Almost from the instant our family set foot in Australia, my folks were employed by Australia Post.
Dad was as a postie riding on a rinky dink motorbike while mum sorted letters parcels in one of Canberra’s oldest post offices, looking after all the Parliament House mail. (Saucy!)
Here’s dad, looking dashing in his full postman’s uniform, chest swelling with pride.
Yet, the immature teen in me wanted to hide from the truth and wished my parents weren’t so…you know, “blue collar”.
Anyway, throughout their working life, mum and dad have stayed true to Aussie Post.
Despite switching locations a couple of times, for over 20 years, they’ve both been assigned to the same jobs at the Mail Centre, on night shift. (An easy recipe to make any married couple get stabby).
Being a destitute first year uni student, mum thought she’d do me a favour and submitted my name to work as a Christmas Casual at her workplace. Like mother, like daughter, she also had me apply for the graveyard shift.
“Night shift pay good money! Penalty rates high!” she would try to convince me in her broken English.
And lucky for her, I was accepted.
As part of training, a dozen of us sat in a small room, learning all the postcodes and suburbs of Canberra. Riveting stuff.
Then, sitting in little cubicles with rows of pigeon holes and piles of mock letters with either only the suburb or the postcode written before us, our task was to place them in the appropriate slots as quickly as possible.
The faster you were, the better.
Lightening speed mail sorters! Activate!
Having to work in a place filled with fork lifts, heavy boxes and crates, protective footwear was mandatory. We were all provided a pair of steel capped boots and gee, they were dead sexy!
We would “bundy” in at 10:00pm sharp and work through till 5:45am with 2 x 15 minute breaks and a 30 minute “lunchtime” at 2:30am.
It only took a couple of shifts for me to endure the hard slog and realize how bat shit crazy my parents were to have been doing it for years.
The delegated tasks were brutal. Mentally and physically.
Sitting in a cubicle sorting letters was so mundane, there was the fear of falling asleep at the chair.
The alternative was to on your feet for at least 2 hours sorting big, heavy parcels, tying up the mailbags when full then lugging them onto the huge crates.
Getting home as the sun cracked through the horizon made it awfully difficult to get to sleep. No matter how many blankets I draped over my bedroom windows, the summer heat would seep through, keeping me up.
Sleep deprived from nocturnal hard labour, I was a wreck.
And yet, my mum was right. The money was bloody awesome.
Although, that wasn’t enough for me to stick around.
I ended up doing the nightshift Christmas Casual gig 3 years in a row. My stints were short, approximately 8 to 12 weeks.
My parents on the other hand, are just about to hang up their steel capped boots and have just handed in their resignation, a couple of months shy of Mum’s 80th birthday.
After these experiences, my attitude also changed.
People bag the crap out of Australia Post all the time but I’m glad I did my time there. Not only do I now appreciate what intensive manual work is about, my parents showed me what bloody tough nuts they actually are.
Joining the lovely ladies at The Lounge, hosted this week at Kim’s Falling Face First.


How to complete this task
The records below are to be reproduced exactly, with the pictures left out.
━━━━━━━━━━
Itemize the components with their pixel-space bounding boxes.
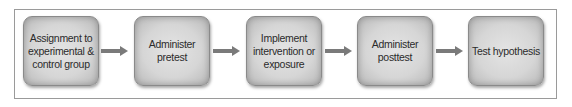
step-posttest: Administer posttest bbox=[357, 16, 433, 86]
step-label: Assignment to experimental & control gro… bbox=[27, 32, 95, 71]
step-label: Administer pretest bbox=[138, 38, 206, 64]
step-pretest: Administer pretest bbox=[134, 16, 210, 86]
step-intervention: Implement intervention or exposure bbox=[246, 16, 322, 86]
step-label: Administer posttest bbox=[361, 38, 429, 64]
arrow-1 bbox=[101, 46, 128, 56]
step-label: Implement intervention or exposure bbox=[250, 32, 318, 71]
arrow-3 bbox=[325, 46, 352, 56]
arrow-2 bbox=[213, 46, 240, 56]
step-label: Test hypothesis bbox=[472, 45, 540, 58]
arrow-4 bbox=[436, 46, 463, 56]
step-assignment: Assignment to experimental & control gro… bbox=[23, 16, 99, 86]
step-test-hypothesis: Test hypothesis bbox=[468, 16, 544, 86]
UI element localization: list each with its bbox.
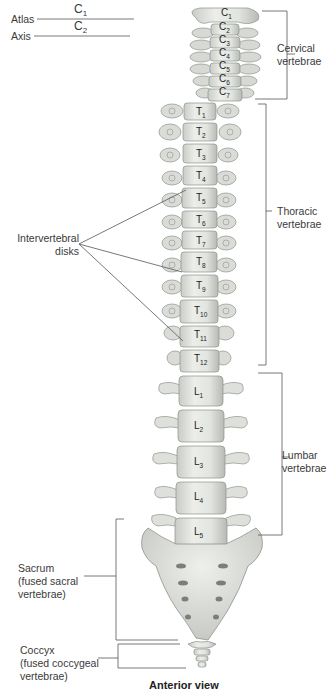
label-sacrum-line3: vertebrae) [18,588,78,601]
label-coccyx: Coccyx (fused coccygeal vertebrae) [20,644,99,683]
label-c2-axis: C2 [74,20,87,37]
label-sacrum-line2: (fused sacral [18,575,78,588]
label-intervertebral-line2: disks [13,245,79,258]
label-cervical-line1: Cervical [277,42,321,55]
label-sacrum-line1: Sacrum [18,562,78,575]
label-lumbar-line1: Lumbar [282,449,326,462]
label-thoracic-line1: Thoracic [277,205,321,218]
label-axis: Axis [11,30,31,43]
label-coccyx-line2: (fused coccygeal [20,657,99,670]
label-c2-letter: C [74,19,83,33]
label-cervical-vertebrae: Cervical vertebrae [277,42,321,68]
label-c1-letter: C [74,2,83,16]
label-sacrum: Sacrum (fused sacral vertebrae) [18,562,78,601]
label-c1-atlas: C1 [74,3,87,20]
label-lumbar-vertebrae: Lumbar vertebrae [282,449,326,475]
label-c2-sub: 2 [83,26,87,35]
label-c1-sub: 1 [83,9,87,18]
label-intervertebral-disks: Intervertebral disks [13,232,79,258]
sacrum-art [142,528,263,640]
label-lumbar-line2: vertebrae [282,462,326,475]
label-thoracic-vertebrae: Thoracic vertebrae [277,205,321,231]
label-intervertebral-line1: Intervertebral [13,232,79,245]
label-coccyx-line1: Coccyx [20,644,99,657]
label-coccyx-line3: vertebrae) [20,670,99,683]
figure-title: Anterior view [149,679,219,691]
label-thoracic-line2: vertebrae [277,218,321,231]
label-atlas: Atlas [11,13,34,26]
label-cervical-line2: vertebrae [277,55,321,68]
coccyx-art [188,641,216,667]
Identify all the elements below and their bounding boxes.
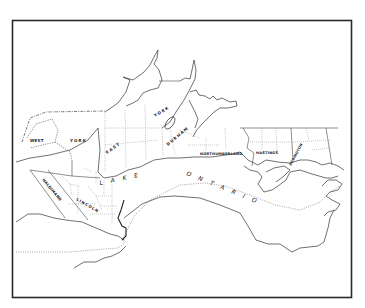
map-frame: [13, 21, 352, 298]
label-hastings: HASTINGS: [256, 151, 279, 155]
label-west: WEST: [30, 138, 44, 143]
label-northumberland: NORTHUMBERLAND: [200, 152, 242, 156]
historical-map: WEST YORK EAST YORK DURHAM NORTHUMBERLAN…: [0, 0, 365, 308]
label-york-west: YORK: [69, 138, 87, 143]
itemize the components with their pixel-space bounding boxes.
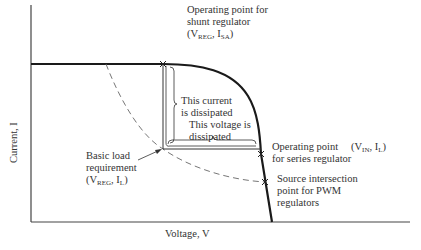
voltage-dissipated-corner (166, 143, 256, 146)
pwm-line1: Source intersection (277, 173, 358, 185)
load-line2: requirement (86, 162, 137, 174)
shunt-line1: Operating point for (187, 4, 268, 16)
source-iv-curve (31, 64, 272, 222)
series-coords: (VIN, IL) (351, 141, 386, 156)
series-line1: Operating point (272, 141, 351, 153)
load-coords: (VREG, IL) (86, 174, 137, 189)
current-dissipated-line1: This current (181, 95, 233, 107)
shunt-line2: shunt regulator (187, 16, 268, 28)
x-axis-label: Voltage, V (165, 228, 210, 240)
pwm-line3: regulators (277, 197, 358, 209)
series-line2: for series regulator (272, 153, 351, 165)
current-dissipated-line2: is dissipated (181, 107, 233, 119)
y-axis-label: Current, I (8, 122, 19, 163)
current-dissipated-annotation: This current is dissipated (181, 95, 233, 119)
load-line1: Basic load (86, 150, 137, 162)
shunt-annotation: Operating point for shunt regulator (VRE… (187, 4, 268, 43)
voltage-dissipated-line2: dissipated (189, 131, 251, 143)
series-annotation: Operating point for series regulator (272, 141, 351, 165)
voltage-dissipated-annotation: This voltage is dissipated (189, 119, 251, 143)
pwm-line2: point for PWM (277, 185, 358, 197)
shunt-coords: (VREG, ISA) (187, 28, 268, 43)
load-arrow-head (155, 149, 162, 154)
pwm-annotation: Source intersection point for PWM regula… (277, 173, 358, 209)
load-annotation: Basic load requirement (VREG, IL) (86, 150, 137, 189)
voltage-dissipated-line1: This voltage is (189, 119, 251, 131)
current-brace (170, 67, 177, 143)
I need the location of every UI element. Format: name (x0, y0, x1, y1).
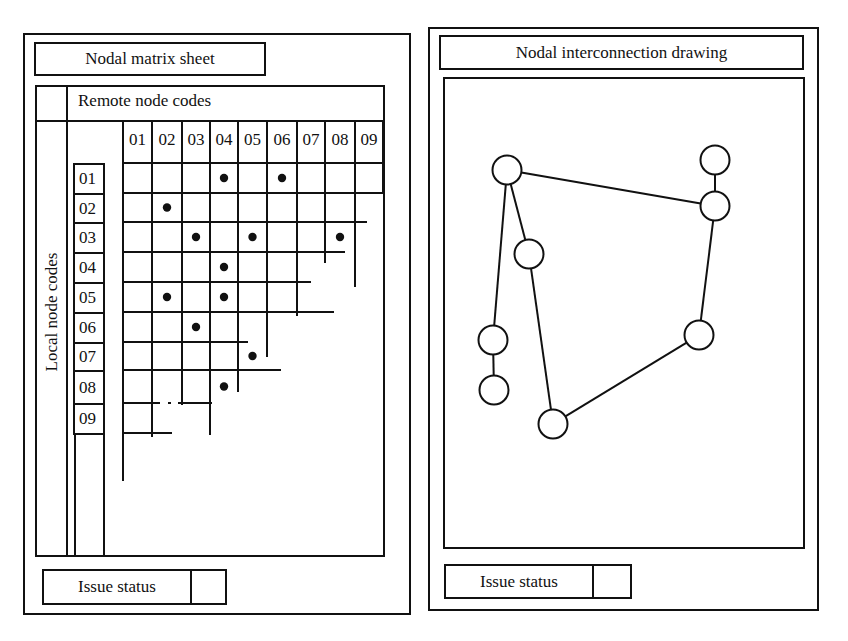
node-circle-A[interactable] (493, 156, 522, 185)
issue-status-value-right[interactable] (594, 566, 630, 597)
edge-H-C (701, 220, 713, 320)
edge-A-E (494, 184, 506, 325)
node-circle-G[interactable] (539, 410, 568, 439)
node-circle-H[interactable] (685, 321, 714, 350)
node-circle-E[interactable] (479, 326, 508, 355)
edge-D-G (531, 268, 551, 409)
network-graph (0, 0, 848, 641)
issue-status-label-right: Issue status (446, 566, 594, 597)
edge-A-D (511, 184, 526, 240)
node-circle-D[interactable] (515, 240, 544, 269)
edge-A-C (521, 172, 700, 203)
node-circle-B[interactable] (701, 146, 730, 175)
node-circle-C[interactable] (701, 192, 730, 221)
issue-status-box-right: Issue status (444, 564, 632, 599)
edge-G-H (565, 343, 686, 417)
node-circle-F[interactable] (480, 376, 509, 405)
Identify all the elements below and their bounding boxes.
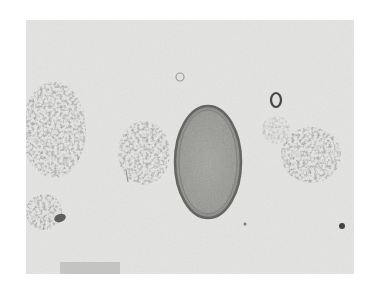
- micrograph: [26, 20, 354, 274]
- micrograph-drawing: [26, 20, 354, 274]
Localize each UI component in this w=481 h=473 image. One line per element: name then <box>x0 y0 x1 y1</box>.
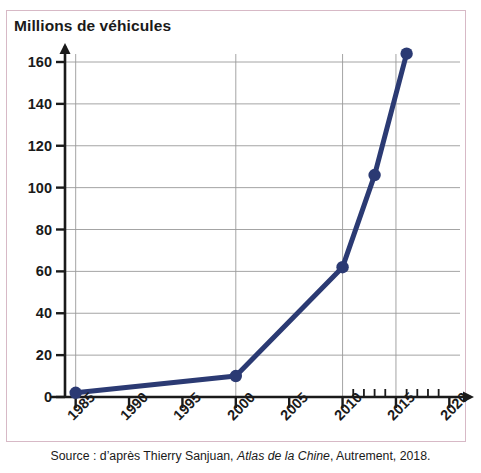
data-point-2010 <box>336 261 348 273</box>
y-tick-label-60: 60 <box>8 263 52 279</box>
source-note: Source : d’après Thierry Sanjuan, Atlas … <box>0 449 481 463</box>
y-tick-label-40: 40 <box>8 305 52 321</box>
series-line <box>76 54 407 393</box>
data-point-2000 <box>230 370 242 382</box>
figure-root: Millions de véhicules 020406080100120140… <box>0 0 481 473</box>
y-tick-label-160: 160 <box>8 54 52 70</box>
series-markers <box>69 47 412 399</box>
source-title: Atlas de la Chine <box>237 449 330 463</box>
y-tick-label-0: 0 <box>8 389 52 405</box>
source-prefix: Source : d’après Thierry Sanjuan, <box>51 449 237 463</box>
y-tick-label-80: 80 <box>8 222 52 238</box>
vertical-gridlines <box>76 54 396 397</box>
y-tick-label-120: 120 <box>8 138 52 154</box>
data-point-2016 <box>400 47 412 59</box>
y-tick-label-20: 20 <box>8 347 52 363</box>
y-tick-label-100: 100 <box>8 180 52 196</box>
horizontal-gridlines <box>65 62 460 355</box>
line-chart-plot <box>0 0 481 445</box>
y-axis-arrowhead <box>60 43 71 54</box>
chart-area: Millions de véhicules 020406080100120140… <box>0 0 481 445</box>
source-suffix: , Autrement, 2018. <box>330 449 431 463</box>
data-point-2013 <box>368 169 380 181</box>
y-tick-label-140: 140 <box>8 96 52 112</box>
━━━━━━━━━━
Result below
Itemize the components with their pixel-space bounding boxes.
step-posttest: Administer posttest bbox=[357, 16, 433, 86]
step-label: Assignment to experimental & control gro… bbox=[27, 32, 95, 71]
step-label: Administer pretest bbox=[138, 38, 206, 64]
step-pretest: Administer pretest bbox=[134, 16, 210, 86]
step-intervention: Implement intervention or exposure bbox=[246, 16, 322, 86]
step-label: Administer posttest bbox=[361, 38, 429, 64]
arrow-1 bbox=[101, 46, 128, 56]
step-label: Implement intervention or exposure bbox=[250, 32, 318, 71]
arrow-3 bbox=[325, 46, 352, 56]
arrow-2 bbox=[213, 46, 240, 56]
step-label: Test hypothesis bbox=[472, 45, 540, 58]
arrow-4 bbox=[436, 46, 463, 56]
step-assignment: Assignment to experimental & control gro… bbox=[23, 16, 99, 86]
step-test-hypothesis: Test hypothesis bbox=[468, 16, 544, 86]
UI element localization: list each with its bbox.
label-sacrum-line3: vertebrae) [18,588,78,601]
label-coccyx: Coccyx (fused coccygeal vertebrae) [20,644,99,683]
label-c2-axis: C2 [74,20,87,37]
label-sacrum-line2: (fused sacral [18,575,78,588]
label-intervertebral-line2: disks [13,245,79,258]
label-cervical-line1: Cervical [277,42,321,55]
label-sacrum-line1: Sacrum [18,562,78,575]
label-lumbar-line1: Lumbar [282,449,326,462]
label-thoracic-line1: Thoracic [277,205,321,218]
label-axis: Axis [11,30,31,43]
label-coccyx-line2: (fused coccygeal [20,657,99,670]
label-c2-letter: C [74,19,83,33]
label-cervical-vertebrae: Cervical vertebrae [277,42,321,68]
label-c1-letter: C [74,2,83,16]
label-sacrum: Sacrum (fused sacral vertebrae) [18,562,78,601]
label-c1-atlas: C1 [74,3,87,20]
label-lumbar-vertebrae: Lumbar vertebrae [282,449,326,475]
label-c2-sub: 2 [83,26,87,35]
label-c1-sub: 1 [83,9,87,18]
label-intervertebral-disks: Intervertebral disks [13,232,79,258]
sacrum-art [142,528,263,640]
label-lumbar-line2: vertebrae [282,462,326,475]
label-thoracic-vertebrae: Thoracic vertebrae [277,205,321,231]
label-intervertebral-line1: Intervertebral [13,232,79,245]
label-coccyx-line1: Coccyx [20,644,99,657]
label-coccyx-line3: vertebrae) [20,670,99,683]
figure-title: Anterior view [149,679,219,691]
label-thoracic-line2: vertebrae [277,218,321,231]
label-atlas: Atlas [11,13,34,26]
label-cervical-line2: vertebrae [277,55,321,68]
coccyx-art [188,641,216,667]
Identify all the elements below and their bounding boxes.
map-frame: [13, 21, 352, 298]
label-hastings: HASTINGS: [256, 151, 279, 155]
label-west: WEST: [30, 138, 44, 143]
label-northumberland: NORTHUMBERLAND: [200, 152, 242, 156]
historical-map: WEST YORK EAST YORK DURHAM NORTHUMBERLAN…: [0, 0, 365, 308]
label-york-west: YORK: [69, 138, 87, 143]
itemize the components with their pixel-space bounding boxes.
voltage-dissipated-corner (166, 143, 256, 146)
pwm-line1: Source intersection (277, 173, 358, 185)
load-line2: requirement (86, 162, 137, 174)
shunt-line1: Operating point for (187, 4, 268, 16)
source-iv-curve (31, 64, 272, 222)
series-coords: (VIN, IL) (351, 141, 386, 156)
series-line1: Operating point (272, 141, 351, 153)
load-coords: (VREG, IL) (86, 174, 137, 189)
current-dissipated-line1: This current (181, 95, 233, 107)
shunt-line2: shunt regulator (187, 16, 268, 28)
x-axis-label: Voltage, V (165, 228, 210, 240)
pwm-line3: regulators (277, 197, 358, 209)
series-line2: for series regulator (272, 153, 351, 165)
current-dissipated-line2: is dissipated (181, 107, 233, 119)
y-axis-label: Current, I (8, 122, 19, 163)
current-dissipated-annotation: This current is dissipated (181, 95, 233, 119)
load-line1: Basic load (86, 150, 137, 162)
shunt-annotation: Operating point for shunt regulator (VRE… (187, 4, 268, 43)
voltage-dissipated-line2: dissipated (189, 131, 251, 143)
series-annotation: Operating point for series regulator (272, 141, 351, 165)
voltage-dissipated-annotation: This voltage is dissipated (189, 119, 251, 143)
pwm-line2: point for PWM (277, 185, 358, 197)
shunt-coords: (VREG, ISA) (187, 28, 268, 43)
load-arrow-head (155, 149, 162, 154)
pwm-annotation: Source intersection point for PWM regula… (277, 173, 358, 209)
load-annotation: Basic load requirement (VREG, IL) (86, 150, 137, 189)
voltage-dissipated-line1: This voltage is (189, 119, 251, 131)
current-brace (170, 67, 177, 143)
I need the location of every UI element. Format: name (x0, y0, x1, y1).
node-circle-A[interactable] (493, 156, 522, 185)
issue-status-value-right[interactable] (594, 566, 630, 597)
edge-H-C (701, 220, 713, 320)
edge-A-E (494, 184, 506, 325)
node-circle-G[interactable] (539, 410, 568, 439)
node-circle-H[interactable] (685, 321, 714, 350)
node-circle-E[interactable] (479, 326, 508, 355)
edge-D-G (531, 268, 551, 409)
network-graph (0, 0, 848, 641)
issue-status-label-right: Issue status (446, 566, 594, 597)
edge-A-D (511, 184, 526, 240)
node-circle-D[interactable] (515, 240, 544, 269)
edge-A-C (521, 172, 700, 203)
node-circle-B[interactable] (701, 146, 730, 175)
node-circle-C[interactable] (701, 192, 730, 221)
issue-status-box-right: Issue status (444, 564, 632, 599)
edge-G-H (565, 343, 686, 417)
node-circle-F[interactable] (480, 376, 509, 405)
Identify all the elements below and their bounding boxes.
- micrograph: [26, 20, 354, 274]
- micrograph-drawing: [26, 20, 354, 274]
Localize each UI component in this w=481 h=473 image. One line per element: name then <box>x0 y0 x1 y1</box>.
data-point-2010 <box>336 261 348 273</box>
y-tick-label-60: 60 <box>8 263 52 279</box>
source-note: Source : d’après Thierry Sanjuan, Atlas … <box>0 449 481 463</box>
y-tick-label-40: 40 <box>8 305 52 321</box>
series-line <box>76 54 407 393</box>
data-point-2000 <box>230 370 242 382</box>
figure-root: Millions de véhicules 020406080100120140… <box>0 0 481 473</box>
y-tick-label-160: 160 <box>8 54 52 70</box>
series-markers <box>69 47 412 399</box>
source-title: Atlas de la Chine <box>237 449 330 463</box>
y-tick-label-0: 0 <box>8 389 52 405</box>
source-prefix: Source : d’après Thierry Sanjuan, <box>51 449 237 463</box>
y-tick-label-80: 80 <box>8 222 52 238</box>
vertical-gridlines <box>76 54 396 397</box>
y-tick-label-120: 120 <box>8 138 52 154</box>
data-point-2016 <box>400 47 412 59</box>
y-tick-label-20: 20 <box>8 347 52 363</box>
y-tick-label-100: 100 <box>8 180 52 196</box>
horizontal-gridlines <box>65 62 460 355</box>
line-chart-plot <box>0 0 481 445</box>
y-axis-arrowhead <box>60 43 71 54</box>
chart-area: Millions de véhicules 020406080100120140… <box>0 0 481 445</box>
source-suffix: , Autrement, 2018. <box>330 449 431 463</box>
data-point-2013 <box>368 169 380 181</box>
y-tick-label-140: 140 <box>8 96 52 112</box>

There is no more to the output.